Incredible, must-see video: 'The Comet,' a film noir view of 67P

By Phil Plait
The comet 67/P Churyumov-Gerasimenko seen by the Rosetta spacecraft in September 2014. Note the jet of gas coming from the neck area. Credit: ESA / Rosetta / NavCam / Emily Lakdawalla

On September 30, 2016, the Rosetta mission officially came to an end. It had orbited the comet 67/P Churyumov-Gerasimenko for two years, taking over 100,000 images of the comet's nucleus, some from quite a distance, some from mere meters away.

It revealed a bizarre landscape with sharp cliffs, huge boulders, pits where subsurface gas escaped, smoothed regions sculpted by the ethereally faint whisper of that same gas leaking out… and even, in one particularly gasp-worthy sequence, a dusty snowstorm from the comet that has to be seen to be believed.

In a moving and stunning tribute to this mission, artist and photographer Christian Stangl has made an incredible video, taking these images to create footage that is both stark and beautiful in a way that's hard to describe. So instead, just watch [make it full screen and hi-res, and turn the sound up a bit, too]:

 

Whoa.

He mixes real images with some enhancements to bring out details or provide context, but overall the comet images themselves are from the spacecraft itself.

As many times and as many hours as I spent poring over those images as they were released, it still jolts me to see them this way. The comet is as alien a place as we have in the solar system. You can see the jagged, rock-strewn surface in some places, and the smoother, sculpted-looking areas at the same time… and in fact those areas are sculpted, eroded by the stream of gases which leak out from surface vents as the comet is warmed by the Sun.

The few scenes of the dusty ice flakes flowing is just stunning. You can see them moving in one direction close to the camera, and another way in the background, providing a sense of depth that you can only get in moving pictures. If anything, to me it makes the comet seem even more alien.
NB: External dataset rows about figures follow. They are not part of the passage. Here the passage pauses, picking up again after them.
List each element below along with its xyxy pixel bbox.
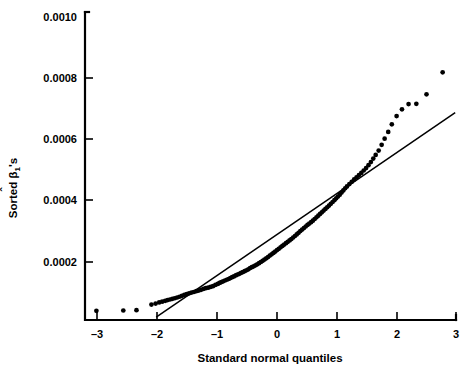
y-tick-label-0.0002: 0.0002 bbox=[43, 256, 77, 268]
data-point-group bbox=[94, 70, 445, 313]
x-axis-title: Standard normal quantiles bbox=[197, 352, 342, 364]
y-tick-label-0.0006: 0.0006 bbox=[43, 133, 77, 145]
data-point bbox=[424, 92, 429, 97]
data-point bbox=[376, 148, 381, 153]
data-point bbox=[414, 101, 419, 106]
x-axis-tick-labels: –3 –2 –1 0 1 2 3 bbox=[91, 328, 459, 340]
data-point bbox=[382, 136, 387, 141]
x-tick-label--2: –2 bbox=[151, 328, 163, 340]
qq-plot-canvas: 0.0010 0.0008 0.0006 0.0004 0.0002 –3 –2… bbox=[0, 0, 463, 371]
x-tick-label-1: 1 bbox=[334, 328, 340, 340]
x-tick-label--3: –3 bbox=[91, 328, 103, 340]
y-tick-label-0.0010: 0.0010 bbox=[43, 11, 77, 23]
x-tick-label--1: –1 bbox=[211, 328, 223, 340]
data-point bbox=[149, 302, 154, 307]
x-axis-ticks bbox=[97, 312, 456, 320]
qq-plot-figure: 0.0010 0.0008 0.0006 0.0004 0.0002 –3 –2… bbox=[0, 0, 463, 371]
y-axis-title-symbol: β bbox=[7, 171, 19, 178]
data-point bbox=[440, 70, 445, 75]
y-tick-label-0.0004: 0.0004 bbox=[43, 194, 78, 206]
axis-lines bbox=[85, 12, 456, 320]
data-point bbox=[134, 308, 139, 313]
data-point bbox=[386, 130, 391, 135]
data-point bbox=[379, 142, 384, 147]
data-point bbox=[389, 122, 394, 127]
y-axis-title-prefix: Sorted bbox=[7, 179, 19, 219]
x-tick-label-0: 0 bbox=[274, 328, 280, 340]
data-point bbox=[400, 107, 405, 112]
data-point bbox=[406, 102, 411, 107]
y-axis-title-suffix: 's bbox=[7, 158, 19, 167]
data-point bbox=[394, 114, 399, 119]
data-point bbox=[373, 153, 378, 158]
y-axis-tick-labels: 0.0010 0.0008 0.0006 0.0004 0.0002 bbox=[43, 11, 78, 268]
axes-frame bbox=[85, 12, 456, 320]
y-axis-ticks bbox=[85, 78, 93, 262]
data-point bbox=[94, 308, 99, 313]
data-point bbox=[121, 308, 126, 313]
reference-line bbox=[156, 113, 455, 318]
y-tick-label-0.0008: 0.0008 bbox=[43, 72, 77, 84]
x-tick-label-2: 2 bbox=[394, 328, 400, 340]
y-axis-title: Sorted β1's ˆ bbox=[0, 158, 22, 218]
x-tick-label-3: 3 bbox=[453, 328, 459, 340]
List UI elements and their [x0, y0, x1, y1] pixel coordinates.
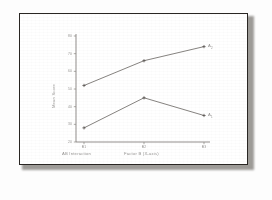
data-point-A2 [142, 59, 145, 62]
data-markers-group [82, 45, 205, 129]
data-series-group [84, 47, 204, 128]
series-endpoint-label-A1: A1 [208, 112, 213, 119]
data-point-A1 [202, 114, 205, 117]
x-tick-label: B1 [76, 145, 92, 149]
y-tick-label: 70 [59, 52, 72, 56]
x-axis-caption: Factor B (X-axis) [124, 151, 159, 156]
y-axis-title: Mean Score [51, 84, 56, 108]
data-point-A2 [82, 84, 85, 87]
y-tick-label: 50 [59, 87, 72, 91]
series-line-A2 [84, 47, 204, 86]
left-caption: AB Interaction [62, 151, 91, 156]
series-endpoint-label-A2: A2 [208, 43, 213, 50]
data-point-A1 [82, 126, 85, 129]
scanned-page: 80706050403020 B1B2B3 A2A1 Mean Score AB… [0, 0, 272, 200]
data-point-A1 [142, 96, 145, 99]
series-line-A1 [84, 98, 204, 128]
plot-svg [64, 30, 224, 152]
x-tick-label: B2 [136, 145, 152, 149]
x-tick-label: B3 [196, 145, 212, 149]
y-tick-label: 60 [59, 69, 72, 73]
data-point-A2 [202, 45, 205, 48]
y-tick-label: 40 [59, 105, 72, 109]
y-tick-label: 80 [59, 34, 72, 38]
y-tick-label: 20 [59, 140, 72, 144]
y-tick-label: 30 [59, 122, 72, 126]
interaction-plot: 80706050403020 B1B2B3 A2A1 Mean Score [64, 30, 224, 152]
Stangl’s bio on Vimeo says, "[he] photographs nightmarish scenes… He is constantly looking for the strange dark side of motifs…" He is quite successful here… except "nightmarish" isn't the right word to to me. It's more of a noir dream.

The music enhances the experience, too, giving strange beats and melodies that are hard to follow. At several points in the video you can hear a rapid fluttering pulsation (for example, starting at the 2:07 mark); this was clever of him to use. It's actually data from a group of scientific instrument on Rosetta called the Rosetta Plasma Consortium, designed to measure the plasma environment around the comet. Plasma is like a gas, but the atoms in the gas have been stripped of one or more electrons, making them susceptible to magnetic fields. The RPC detected very slow changes in the magnetic field around the comet, the cause of which is unknown. They may be due to gas emitted by the comet becoming ionized and reacting with the Sun's solar wind, but no one is really sure. Anyway, the measurements were sped up by a factor of about 10,000 then converted into sound by German composer Manuel Senfft to create the weird beating sound Stangl used in the video.

67/P is not the first comet we've seen up close, but it's the first to have a spacecraft orbit it and be mapped extensively. The Rosetta mission revealed to us a strange world, from its overall shape to its finely detailed surface, and even what lies below. We learned so much from this mission, revolutionizing how we think about these cosmic snowballs… and really, it's just the first step. There's so much more to learn.

I'll leave you with another video, made in cooperation with European Space Agency that built Rosetta. If you haven't seen it, well then, you're in for a treat. It's why we do things like send missions to comets.